FIRST President of Latvia Jānis Čakste with a view of the castle.
FIRST forest park in the middle of the Daugava.
FIRST quarter of floating houses in Riga. Life on the water.
The enhanced AB Dambis, ending at the Jānis Čakste memorial site, could become the natural continuation and logical destination of the currently reconstructed 2.4 km-long Mūkusalas promenade.
The AB Dambis / Jānis Čakste Waterfront has the potential to realise many of the possibilities not yet fully explored along the promenade — creating a functionally rich, well-designed, human-centred and tourist-attracting recreational area surrounded by water in the very centre of the city. It would organically combine spaces for commemoration, celebrations, events and everyday activities.
The Jānis Čakste Waterfront is envisioned as a maximally green and scenic landscape, with all built structures and infrastructure placed outside the dam itself — on the water. In this way, the entire existing area from Akmens Bridge to the northern end of the dam would be dedicated to a park, preserving the existing trees, planting new ones, and introducing landscape-forming green mounds, shrub and perennial planting, conceptually applied paving materials, outdoor furniture, lighting and planting design, all in accordance with the principles of universal design and sustainability.
Infrastructure elements are proposed on concrete pontoons, grouped according to function and arranged to create view corridors between them, framing the most significant views in both directions from the park.
The planned small-scale floating houses (1–2 storeys) are designed using insulated CLT panels with painted timber cladding. Their compact scale, combined with a distinctive formal language, creates a strong scenic quality when viewed from the direction of the Old Town.
The architectural language of the floating houses acts as a counterpoint to the spires of the Old Town skyline on the opposite riverbank, ensuring their integration into the historic urban landscape of Riga.
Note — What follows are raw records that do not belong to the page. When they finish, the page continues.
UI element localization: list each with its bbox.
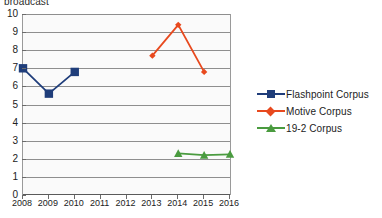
x-axis-tick-label: 2010 xyxy=(64,198,84,208)
legend-key-square-icon xyxy=(256,87,286,101)
y-axis-tick xyxy=(22,32,26,33)
x-axis-tick-label: 2016 xyxy=(219,198,239,208)
series-layer xyxy=(23,14,230,195)
x-axis-tick-label: 2014 xyxy=(167,198,187,208)
y-axis-tick-label: 9 xyxy=(2,27,18,37)
y-axis-tick-label: 5 xyxy=(2,100,18,110)
y-axis-tick-label: 8 xyxy=(2,45,18,55)
series-square xyxy=(19,64,79,98)
x-axis-tick xyxy=(229,195,230,199)
x-axis-tick-labels: 200820092010201120122013201420152016 xyxy=(22,198,229,214)
x-axis-tick-label: 2013 xyxy=(141,198,161,208)
y-axis-tick-label: 1 xyxy=(2,172,18,182)
y-axis-tick-label: 3 xyxy=(2,136,18,146)
legend-key-diamond-icon xyxy=(256,104,286,118)
x-axis-tick xyxy=(203,195,204,199)
y-axis-tick-label: 2 xyxy=(2,154,18,164)
legend-item[interactable]: Flashpoint Corpus xyxy=(256,86,380,102)
x-axis-tick xyxy=(100,195,101,199)
y-axis-tick xyxy=(22,50,26,51)
legend-item-label: Motive Corpus xyxy=(286,106,352,117)
legend-marker-triangle-icon xyxy=(266,124,276,132)
series-diamond xyxy=(149,22,207,75)
series-triangle xyxy=(174,149,234,159)
data-point-marker xyxy=(71,68,79,76)
y-axis-tick xyxy=(22,14,26,15)
x-axis-tick-label: 2015 xyxy=(193,198,213,208)
data-point-marker xyxy=(45,89,53,97)
y-axis-tick xyxy=(22,177,26,178)
plot-region xyxy=(22,14,229,195)
y-axis-tick xyxy=(22,86,26,87)
legend-item[interactable]: Motive Corpus xyxy=(256,103,380,119)
y-axis-tick-label: 10 xyxy=(2,9,18,19)
chart-figure: broadcast 012345678910 20082009201020112… xyxy=(0,0,382,218)
y-axis-tick-labels: 012345678910 xyxy=(0,14,18,195)
y-axis-tick-label: 6 xyxy=(2,81,18,91)
y-axis-tick xyxy=(22,159,26,160)
legend-marker-square-icon xyxy=(267,90,275,98)
legend-item[interactable]: 19-2 Corpus xyxy=(256,120,380,136)
legend-item-label: Flashpoint Corpus xyxy=(286,89,369,100)
x-axis-tick xyxy=(151,195,152,199)
x-axis-tick xyxy=(74,195,75,199)
x-axis-tick-label: 2011 xyxy=(90,198,109,208)
x-axis-tick-label: 2008 xyxy=(12,198,32,208)
series-line xyxy=(152,25,204,72)
x-axis-tick-label: 2009 xyxy=(38,198,58,208)
y-axis-tick xyxy=(22,68,26,69)
y-axis-tick xyxy=(22,141,26,142)
chart-title: broadcast xyxy=(4,0,49,7)
y-axis-tick xyxy=(22,123,26,124)
x-axis-tick xyxy=(22,195,23,199)
x-axis-tick xyxy=(177,195,178,199)
x-axis-tick xyxy=(48,195,49,199)
x-axis-tick-label: 2012 xyxy=(115,198,135,208)
plot-area xyxy=(22,14,231,195)
legend-item-label: 19-2 Corpus xyxy=(286,123,342,134)
legend-marker-diamond-icon xyxy=(266,107,276,117)
y-axis-tick xyxy=(22,105,26,106)
chart-legend: Flashpoint CorpusMotive Corpus19-2 Corpu… xyxy=(256,86,380,137)
x-axis-tick xyxy=(126,195,127,199)
y-axis-tick-label: 7 xyxy=(2,63,18,73)
y-axis-tick-label: 4 xyxy=(2,118,18,128)
legend-key-triangle-icon xyxy=(256,121,286,135)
More broadly, these same sculptural forms can already be seen in the roofscape of the National Library of Latvia, making this a logical continuation.
At the same time, the irregular white-painted volumes evoke ice formations caught along the dam, reinforcing their belonging within the landscape of the Daugava River. Their form also continues the historical lineage of the wooden shelters once used by fishermen and timber rafters, reinterpreted in a contemporary architectural language.
Floating houses have not yet been successfully introduced along the Daugava riverfront, and this location is considered fully suitable for such floating infrastructure.
Their technical maintenance and engineering connections can be implemented in compliance with environmental protection requirements, similarly to the standards applied in the best marinas.
The concrete pontoons are conceived as a modular system of equal-sized elements, capable of being combined into different functional clusters. Each pontoon would be individually anchored according to technical requirements, without overloading the structural capacity of the dam.
The platforms on the concrete pontoons would be connected to the shore structure by movable gangways, allowing them to accommodate fluctuations in water level.